Per-project source modifications

Introduction

Inspired by Philip Gregory's resource: "A resource for musicians" I decided to make a simple tutorial for maintaining the engine code base. The idea behind this is that T3D in particular shares the code base between projects. So if you modify the source code from the engine you affect every project. This may not be what you want. In my case it was not. I found this out the hard way and had to reinstall the T3D source to get the original code.

Structure

It is all about structure. The layout of the Torque 3D 1.2 directory is as follows for the relevant source directories:

- Torque 3D
-- Engine
--- source
-- My Projects
--- "project name"
---- source

Now the 2 directories we care about are the "source" directories. These contain the engine source (Torque 3D->Engine->source) and the project source (Torque 3D->My Projects->"project name"->source). Knowing the location of these 2 directories is important for what I will cover next. Use this is a reference.

Usage

How does this help? Well, Microsoft Visual C++ (2008 for the example) has a great way to take advantage of overriding files from a project. This is a good thing. The way you take advantage of this feature is simple.

Say you have to make a change to a file in the T3D source. Lets say that you need to make a SimObject have a virtual function so you can override it in a later SimObject based class. This will mean that if you make this change it will affect every project that uses this same source code base. Unless, you take advantage of overriding a source file from the project source directory. For this example to make this change we would have to modify the file SimObject.h.

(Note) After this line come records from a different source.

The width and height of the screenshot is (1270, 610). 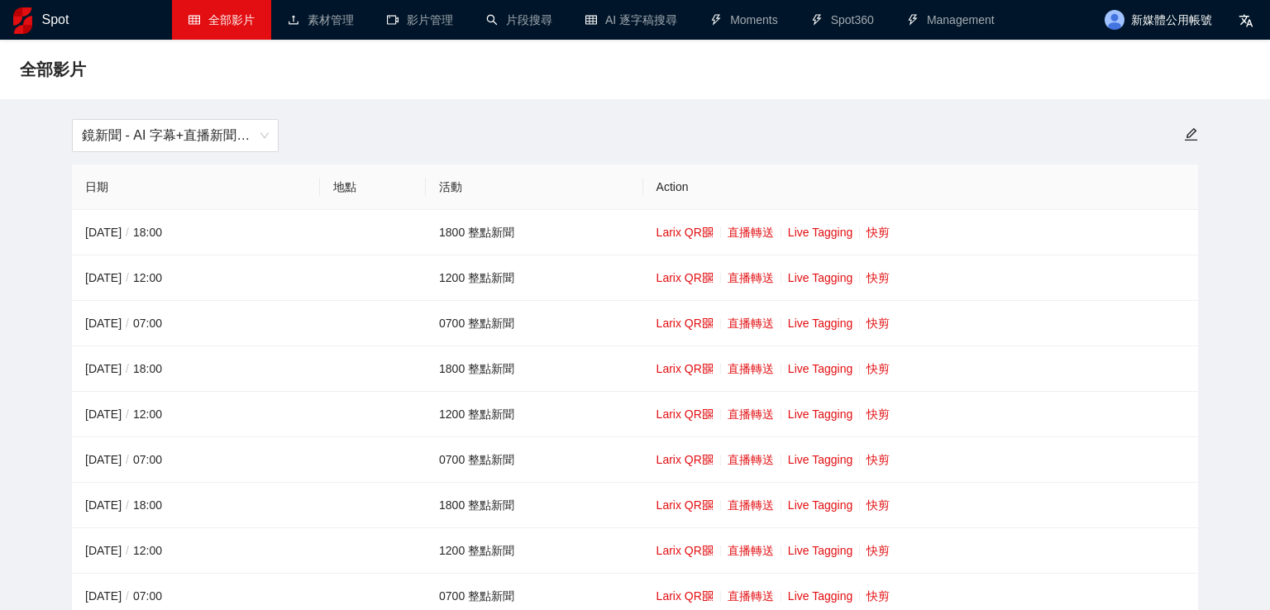 I want to click on a: search片段搜尋, so click(x=519, y=20).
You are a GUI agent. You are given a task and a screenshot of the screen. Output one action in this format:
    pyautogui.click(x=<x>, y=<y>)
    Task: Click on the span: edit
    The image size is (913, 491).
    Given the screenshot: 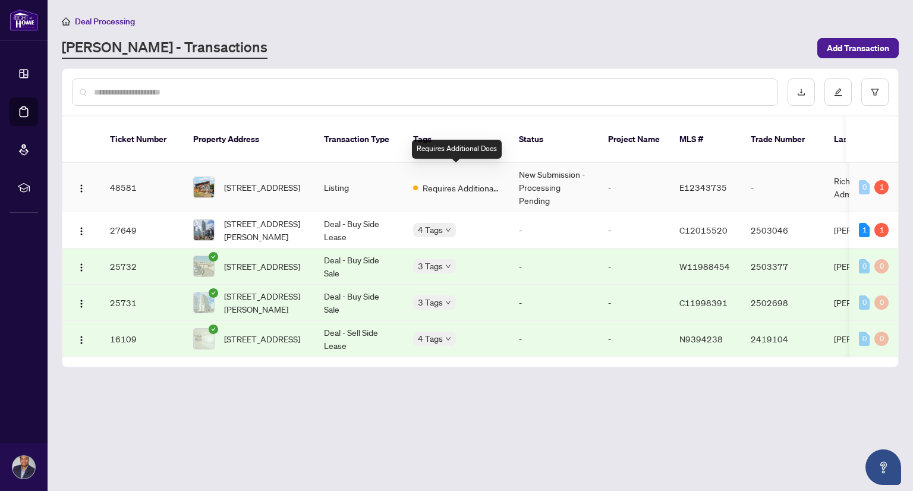 What is the action you would take?
    pyautogui.click(x=839, y=92)
    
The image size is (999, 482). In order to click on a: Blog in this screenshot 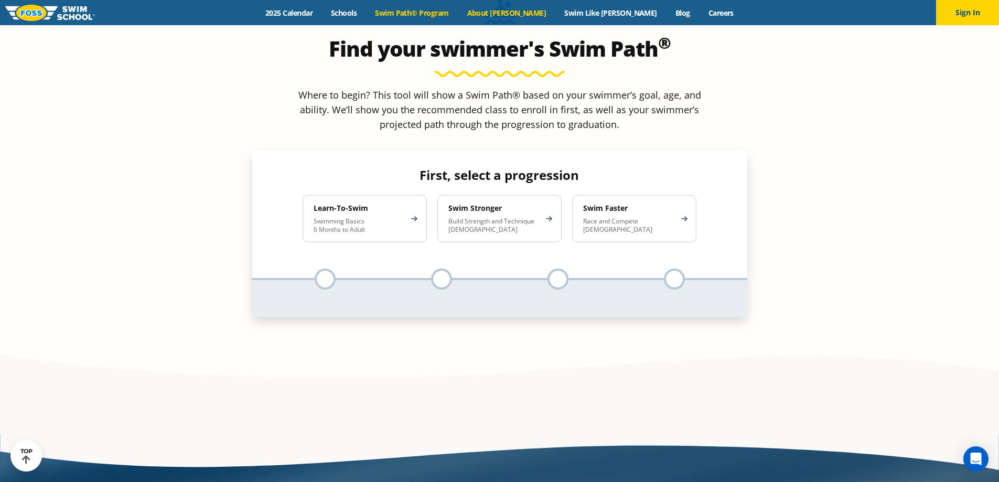, I will do `click(682, 13)`.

So in MS Visual C++ we would open our project and look in the "Solution Explorer" on the left side. Now there is going to be a DLL project named <project name> DLL. Under this you can drill down to the SimObject.h file like this: Source Files->Engine->console->SimObject.h. Now, right click on the file and select Properties. This will pop up a dialog. Find the option "Exclude From Build". This won't actually affect .h (header files), but it will put a red mark on the file. This is a visual indicator that you intend to override this file and just helps you later when tracking down which source file is overridden somewhere else.

Now we need to find the SimObject.h file in Windows Explorer so we can make a COPY of that file from the Torque 3D->Engine->source location to the Torque 3D->My Projects->"project name"->source location. Do not move the file, COPY the file. The path in Explorer would be Torque 3D->Engine->source->console->SimObject.h. Then it would be copied to the Torque 3D->My Projects->"project name"->source->console directory. Make sure the directory structure under "source" matches the directory structure under "Engine". It would look like this:

- Torque 3D
-- Engine
--- source
---- console
-- My Projects
--- "project name"
---- source
----- console

It should now be compiling against the new SimObject.h. To make sure we know about the file in the project we should add it back to the project in the Solution Explorer. To do this go into the project explorer again and right click on the "source" directory and choose Add->Existing Item. This will just add a indicator that this is part of the project for .h files. Now the SimObject.h file is part of the project again. Any changes you make to this copy of the SimObject.h will not affect other projects you create later on unless you decide to merge this file back into the main source directories again.